When Cross Creek head football coach Ezzard Horn was asked to name a couple of players on his team he thought were potential difference makers, it sounded as if he was trying to test his memory of his entire roster.
“Nasan Houston, Korean Banfield, Anthony Dyers, Keonta Hannah, Christian Robertson, Tyreek Talbert, Barry Story, Travis Brigham, Jonathon Underwood, Donald Jackson, Cam Nixon,” Horn said before pausing to name about a half dozen more.
“I mean, we returned the entire team from last year, minus three seniors,” he continued. “Everybody came back. Plus we added four more players from inside the building, and this isn’t counting a whole handful of freshmen who came out during the summer and a few more who are projected to show up once the school year hits.”

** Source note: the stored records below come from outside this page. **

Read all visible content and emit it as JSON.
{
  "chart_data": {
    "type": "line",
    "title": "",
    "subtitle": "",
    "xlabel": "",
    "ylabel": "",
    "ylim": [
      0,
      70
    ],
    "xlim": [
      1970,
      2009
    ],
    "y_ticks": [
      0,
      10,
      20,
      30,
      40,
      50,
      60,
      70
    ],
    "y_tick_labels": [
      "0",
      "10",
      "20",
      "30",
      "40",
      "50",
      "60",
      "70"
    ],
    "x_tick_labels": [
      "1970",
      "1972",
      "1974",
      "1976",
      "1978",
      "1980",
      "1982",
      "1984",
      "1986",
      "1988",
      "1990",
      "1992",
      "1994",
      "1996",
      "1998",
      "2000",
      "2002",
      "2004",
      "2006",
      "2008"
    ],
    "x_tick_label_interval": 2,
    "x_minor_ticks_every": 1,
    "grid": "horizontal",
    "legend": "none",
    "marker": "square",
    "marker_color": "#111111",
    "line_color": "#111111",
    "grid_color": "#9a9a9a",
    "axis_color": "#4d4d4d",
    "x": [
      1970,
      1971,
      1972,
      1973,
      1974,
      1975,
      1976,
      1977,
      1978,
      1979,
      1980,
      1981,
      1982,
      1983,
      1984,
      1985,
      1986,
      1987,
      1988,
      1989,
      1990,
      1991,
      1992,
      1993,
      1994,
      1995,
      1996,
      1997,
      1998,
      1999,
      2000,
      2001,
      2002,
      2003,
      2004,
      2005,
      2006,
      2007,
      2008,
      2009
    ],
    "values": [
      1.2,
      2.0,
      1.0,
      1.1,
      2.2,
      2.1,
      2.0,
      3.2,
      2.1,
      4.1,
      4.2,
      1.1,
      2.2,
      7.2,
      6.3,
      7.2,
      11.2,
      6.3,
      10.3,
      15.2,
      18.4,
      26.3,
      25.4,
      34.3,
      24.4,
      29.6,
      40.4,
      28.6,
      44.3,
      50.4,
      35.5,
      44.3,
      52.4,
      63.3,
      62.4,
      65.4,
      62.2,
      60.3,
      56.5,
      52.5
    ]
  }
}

That, by the way, happens next Monday, August 7 in Richmond County for high school students. But even before those players come, Horn has enjoyed something he couldn’t have even dreamed of when he took over the reins of Razorback football last summer, just a few short weeks before the season kicked off.
Numbers.
During the spring football session in May, Horn said about 35 players were showing up every day for practice. That number inflated to close to 50 for summer workouts. Now, with Friday’s preseason scrimmage against Josey looming, and the season opener at Butler just two weeks away, the Cross Creek roster is almost 60 players strong.
“Cross Creek football hasn’t seen numbers like this in a while,” Horn said. “I don’t care what anyone says. These guys are here, and they’re excited to play.”
Aside from the numbers, it’s the players’ enthusiasm for year two of the Horn coaching era that gets Horn and his staff fired up. Cross Creek finished 1-9 last year with its lone win coming in a 32-8 victory over winless Savannah. It’s the same record the Razorbacks posted during Brian Lewis’ first and only year at the helm before leaving for an assistant job at Burke County.
But the progress Horn and company are seeing can’t just be measured in wins and losses — no matter what Cross Creek’s final 2023 record may end up to be.
“These guys are totally bought into the process,” Horn said. “We’ve got guys who, last year, we had to redirect them in practice five or six times. Now, not only are we not having to redirect them like that anymore, but we’ve got players holding players accountable. That’s something we didn’t have a lot of last year, and something Cross Creek hasn’t had in a while.”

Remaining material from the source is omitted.